AFS Annual Meeting 2004: Salt Lake City, UT

 
Education Sessions and Saturday Morning Workshop

This year’s Saturday morning Folklore and Education workshop again featured diverse speakers, student participants, and plenty of hands-on (and feet-movin’!) activities.

One of the key presenters at the workshop was Tamera Newman of Tremonton, Utah, the first recipient of the Robinson-Roeder-Ward Fellowship. Given in memory of Beverly Robinson, Bea Roeder and Vaughn Ward, whose vision, scholarship and activism inspired a generation of folklorists working in K-12 education, the fellowship provides a stipend of $300 to allow a teacher who is actively using folklore in the classroom to attend the AFS conference.

Newman has had her high-school English students conducting oral-history interviews with local veterans, with a special emphasis on WW II vets. She has compiled many of these transcribed interviews into a self-published book, allowing students to share their work with others. Two student participants, MacKenzie Petersen and Elizabeth Thayne, joined Newman to discuss their experiences working on the project.

In keeping with the veterans’ history theme, Peter Bartis of the American Folklife Center’s Veterans History Project led participants in an activity using WW II-era photographs and discussed the ways in which historical can be used in the classroom to spark research and writing activities.

Other workshop presenters included Craig Miller of the Utah Arts Council who took us on a music and dance tour around the state, focusing on dance traditions of Mormon pioneers. Craig taught us a dance and wowed us with his instruction. Lucille Hunt (Navajo) shared stories and dance with us as well.

Tamera Newman, a teacher from Tremonton, Utah and the first winner of the Robinson-Roeder-Ward Fellowship, presented at the Saturday morning workshop along with her students, MacKenzie Petersen and Elizabeth Thayne.

 

Lucille Hunt (Navajo) presented at the Saturday workshop as well.

Craig Miller of the Utah Arts Council led workshop participants in traditional regional dancing.

The conference itself also featured two panels devoted to issues in folklore and education: one, “Taking Folklife in Education Into Post-Secondary Schooling,” included papers by Gregory Hansen (Arkansas State University), Rosemary Hathaway (University of Northern Colorado), Sean Galvin (LaGuardia Community College), and Amanda Dargan (City Lore), who discussed various ways to integrate folklore into college curricula.

A second panel, “Folklore and Education: Culture and Practice,” focused on ways folklore can be employed to teach writing and to explore cultural diversity. Speakers were Deborah Anderson (Blach Intermediate School), Rachel Gholson (Southwest Missouri State University), Chris-Anne Stumpf (Aspect Language School), Mutuota Kigotho (Macquarie University), and Deeksha Nagar (University of Northern Colorado).

ANNOUNCEMENT!

During this fall's AFS meeting in Atlanta, Gail Matthews-DeNatale will be conducting a morning-long workshop on digital storytelling. Gail is Senior Instructional Systems
Designer at Simmons College in Massachusetts where she works on a variety of computer applications for educational development. Gail also holds the PhD in Folklore from Indiana University and has completed significant work in South Carolina. The Digital Storytelling Workshop will be dealing with strategy making for digital storytelling work. This is not as much a "how-to" workshop as it is a "how-to-think" workshop.

The workshop is open to all who will be attending the 2005 AFS meeting. It is free of charge.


■ Goal of the exercise:
List all the lines in these records that hold "mantissa".

(Dataset entries on figures)
★ ★ ★ ★

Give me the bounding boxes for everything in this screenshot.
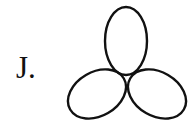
ellipse-bottom-right (119, 59, 188, 128)
trefoil-figure (0, 0, 188, 129)
ellipse-top (105, 7, 147, 75)
ellipse-bottom-left (59, 59, 135, 128)
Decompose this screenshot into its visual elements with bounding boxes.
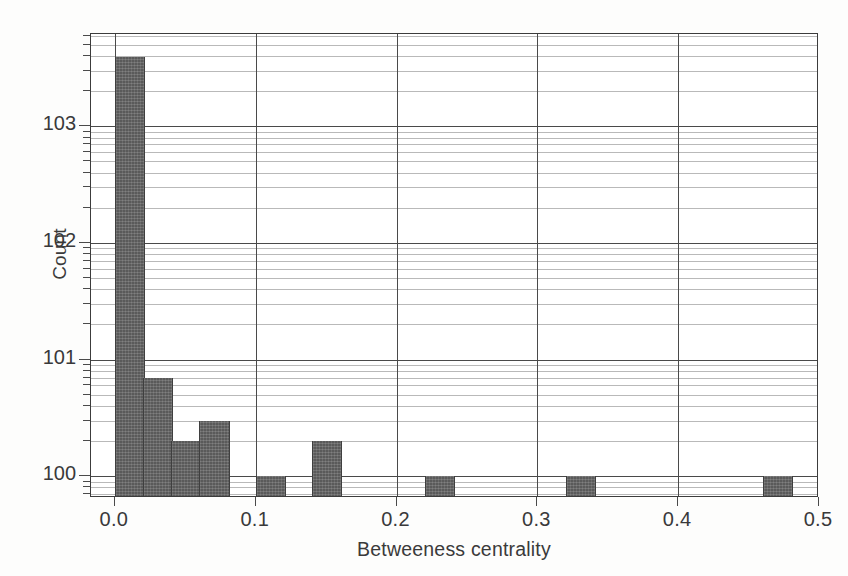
gridline-minor-y: [91, 36, 817, 37]
gridline-minor-y: [91, 187, 817, 188]
gridline-minor-y: [91, 385, 817, 386]
gridline-minor-y: [91, 365, 817, 366]
histogram-bar: [312, 441, 342, 497]
y-tick-minor: [83, 44, 90, 45]
gridline-minor-y: [91, 269, 817, 270]
gridline-minor-y: [91, 138, 817, 139]
y-tick-major: [79, 125, 90, 126]
gridline-minor-y: [91, 378, 817, 379]
y-tick-minor: [83, 131, 90, 132]
y-tick-minor: [83, 253, 90, 254]
y-tick-minor: [83, 90, 90, 91]
x-tick-label: 0.0: [74, 508, 154, 531]
x-tick: [255, 497, 256, 506]
y-tick-exponent: 1: [65, 346, 76, 368]
x-tick-label: 0.2: [356, 508, 436, 531]
gridline-minor-y: [91, 71, 817, 72]
y-tick-minor: [83, 323, 90, 324]
y-tick-minor: [83, 186, 90, 187]
histogram-bar: [199, 421, 229, 497]
gridline-minor-y: [91, 56, 817, 57]
y-tick-minor: [83, 440, 90, 441]
gridline-minor-y: [91, 152, 817, 153]
x-tick: [818, 497, 819, 506]
gridline-minor-y: [91, 406, 817, 407]
y-tick-minor: [83, 394, 90, 395]
gridline-minor-y: [91, 254, 817, 255]
y-tick-minor: [83, 151, 90, 152]
x-tick: [396, 497, 397, 506]
y-tick-minor: [83, 70, 90, 71]
gridline-minor-y: [91, 161, 817, 162]
gridline-minor-y: [91, 132, 817, 133]
y-tick-major: [79, 475, 90, 476]
gridline-x: [537, 34, 538, 496]
histogram-bar: [425, 476, 455, 497]
y-tick-minor: [83, 303, 90, 304]
x-tick-label: 0.3: [496, 508, 576, 531]
y-tick-minor: [83, 160, 90, 161]
y-tick-major: [79, 242, 90, 243]
gridline-minor-y: [91, 173, 817, 174]
y-tick-exponent: 0: [65, 462, 76, 484]
y-tick-label: 102: [0, 229, 76, 252]
plot-area: [90, 33, 818, 497]
gridline-major-y: [91, 243, 817, 244]
y-tick-minor: [83, 370, 90, 371]
x-tick-label: 0.5: [778, 508, 848, 531]
x-tick: [536, 497, 537, 506]
x-axis-title: Betweeness centrality: [90, 538, 818, 561]
y-tick-minor: [83, 172, 90, 173]
gridline-minor-y: [91, 45, 817, 46]
figure-canvas: Count 100101102103 0.00.10.20.30.40.5 Be…: [0, 0, 848, 576]
y-tick-minor: [83, 137, 90, 138]
y-tick-mantissa: 10: [43, 229, 65, 251]
y-tick-minor: [83, 260, 90, 261]
gridline-minor-y: [91, 144, 817, 145]
histogram-bar: [763, 476, 793, 497]
gridline-major-y: [91, 126, 817, 127]
x-tick-label: 0.1: [215, 508, 295, 531]
y-tick-minor: [83, 493, 90, 494]
gridline-x: [256, 34, 257, 496]
y-tick-minor: [83, 377, 90, 378]
y-tick-minor: [83, 405, 90, 406]
gridline-minor-y: [91, 91, 817, 92]
gridline-minor-y: [91, 208, 817, 209]
y-tick-minor: [83, 364, 90, 365]
y-tick-label: 100: [0, 462, 76, 485]
y-axis-title: Count: [49, 174, 71, 334]
y-tick-mantissa: 10: [43, 112, 65, 134]
x-tick: [677, 497, 678, 506]
gridline-minor-y: [91, 304, 817, 305]
y-tick-mantissa: 10: [43, 346, 65, 368]
gridline-minor-y: [91, 371, 817, 372]
y-tick-minor: [83, 207, 90, 208]
y-tick-minor: [83, 247, 90, 248]
gridline-minor-y: [91, 395, 817, 396]
gridline-minor-y: [91, 278, 817, 279]
x-tick: [114, 497, 115, 506]
y-tick-label: 101: [0, 346, 76, 369]
y-tick-exponent: 2: [65, 229, 76, 251]
y-tick-minor: [83, 55, 90, 56]
y-tick-minor: [83, 481, 90, 482]
gridline-minor-y: [91, 248, 817, 249]
histogram-bar: [115, 57, 145, 497]
histogram-bar: [171, 441, 201, 497]
gridline-major-y: [91, 360, 817, 361]
y-tick-minor: [83, 486, 90, 487]
histogram-bar: [256, 476, 286, 497]
y-tick-minor: [83, 35, 90, 36]
gridline-minor-y: [91, 324, 817, 325]
y-tick-minor: [83, 384, 90, 385]
x-tick-label: 0.4: [637, 508, 717, 531]
y-tick-exponent: 3: [65, 112, 76, 134]
y-tick-minor: [83, 143, 90, 144]
gridline-minor-y: [91, 289, 817, 290]
y-tick-minor: [83, 420, 90, 421]
histogram-bar: [143, 378, 173, 497]
gridline-x: [678, 34, 679, 496]
y-tick-minor: [83, 268, 90, 269]
y-tick-mantissa: 10: [43, 462, 65, 484]
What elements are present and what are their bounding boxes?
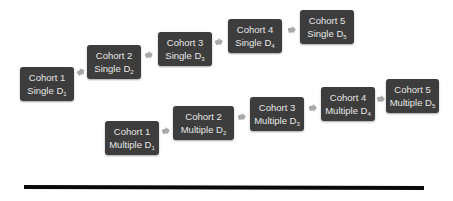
box-subtitle: Multiple D3 [250,114,304,127]
single-cohort-2-box: Cohort 2 Single D2 [87,45,141,79]
box-title: Cohort 4 [228,23,282,36]
multiple-cohort-5-box: Cohort 5 Multiple D5 [386,79,439,113]
arrow-icon [214,37,224,47]
box-title: Cohort 2 [173,110,234,123]
multiple-cohort-1-box: Cohort 1 Multiple D1 [105,121,159,155]
multiple-cohort-2-box: Cohort 2 Multiple D2 [173,106,234,140]
box-subtitle: Multiple D2 [173,123,234,136]
box-subtitle: Multiple D5 [386,96,439,109]
box-title: Cohort 1 [105,125,159,138]
box-subtitle: Single D3 [158,49,212,62]
single-cohort-4-box: Cohort 4 Single D4 [228,19,282,53]
arrow-icon [161,126,171,136]
box-subtitle: Single D1 [20,84,74,97]
box-subtitle: Multiple D1 [105,138,159,151]
box-subtitle: Single D5 [300,27,354,40]
single-cohort-5-box: Cohort 5 Single D5 [300,10,354,44]
arrow-icon [237,112,246,121]
box-title: Cohort 3 [250,101,304,114]
box-subtitle: Multiple D4 [321,104,375,117]
single-cohort-3-box: Cohort 3 Single D3 [158,32,212,66]
arrow-icon [308,103,317,112]
arrow-icon [76,67,87,78]
horizontal-divider-line [24,185,424,190]
box-subtitle: Single D4 [228,36,282,49]
single-cohort-1-box: Cohort 1 Single D1 [20,67,74,101]
box-title: Cohort 5 [300,14,354,27]
box-title: Cohort 5 [386,83,439,96]
box-title: Cohort 4 [321,91,375,104]
box-title: Cohort 3 [158,36,212,49]
arrow-icon [287,25,296,34]
arrow-icon [144,50,154,60]
multiple-cohort-3-box: Cohort 3 Multiple D3 [250,97,304,131]
box-title: Cohort 2 [87,49,141,62]
box-title: Cohort 1 [20,71,74,84]
box-subtitle: Single D2 [87,62,141,75]
multiple-cohort-4-box: Cohort 4 Multiple D4 [321,87,375,121]
arrow-icon [376,94,385,103]
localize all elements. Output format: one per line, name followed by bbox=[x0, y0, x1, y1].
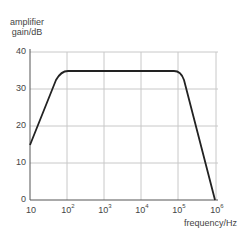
y-axis-label: amplifier gain/dB bbox=[5, 17, 49, 37]
x-tick-10e2: 102 bbox=[56, 205, 80, 215]
y-tick-10: 10 bbox=[12, 157, 26, 167]
x-tick-exp: 4 bbox=[145, 203, 148, 209]
x-tick-exp: 3 bbox=[108, 203, 111, 209]
y-tick-40: 40 bbox=[12, 46, 26, 56]
x-tick-10: 10 bbox=[19, 205, 43, 215]
x-tick-base: 10 bbox=[210, 205, 220, 215]
y-axis-label-line-2: gain/dB bbox=[5, 27, 49, 37]
x-tick-10e6: 106 bbox=[205, 205, 229, 215]
x-tick-exp: 6 bbox=[220, 203, 223, 209]
gain-curve bbox=[30, 71, 215, 200]
x-tick-base: 10 bbox=[98, 205, 108, 215]
x-tick-base: 10 bbox=[26, 205, 36, 215]
grid bbox=[30, 52, 218, 200]
x-tick-10e4: 104 bbox=[130, 205, 154, 215]
x-tick-base: 10 bbox=[61, 205, 71, 215]
y-tick-30: 30 bbox=[12, 83, 26, 93]
y-axis-label-line-1: amplifier bbox=[5, 17, 49, 27]
x-tick-base: 10 bbox=[172, 205, 182, 215]
x-tick-base: 10 bbox=[135, 205, 145, 215]
y-tick-20: 20 bbox=[12, 120, 26, 130]
x-axis-label: frequency/Hz bbox=[184, 218, 237, 228]
y-tick-0: 0 bbox=[12, 194, 26, 204]
x-tick-exp: 2 bbox=[71, 203, 74, 209]
x-tick-10e5: 105 bbox=[167, 205, 191, 215]
x-tick-exp: 5 bbox=[182, 203, 185, 209]
x-tick-10e3: 103 bbox=[93, 205, 117, 215]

★ ★ ★ ★

■ Result of the exercise:
y-tick-mantissa: 10: [43, 229, 65, 251]
y-tick-mantissa: 10: [43, 112, 65, 134]
y-tick-mantissa: 10: [43, 346, 65, 368]
y-tick-mantissa: 10: [43, 462, 65, 484]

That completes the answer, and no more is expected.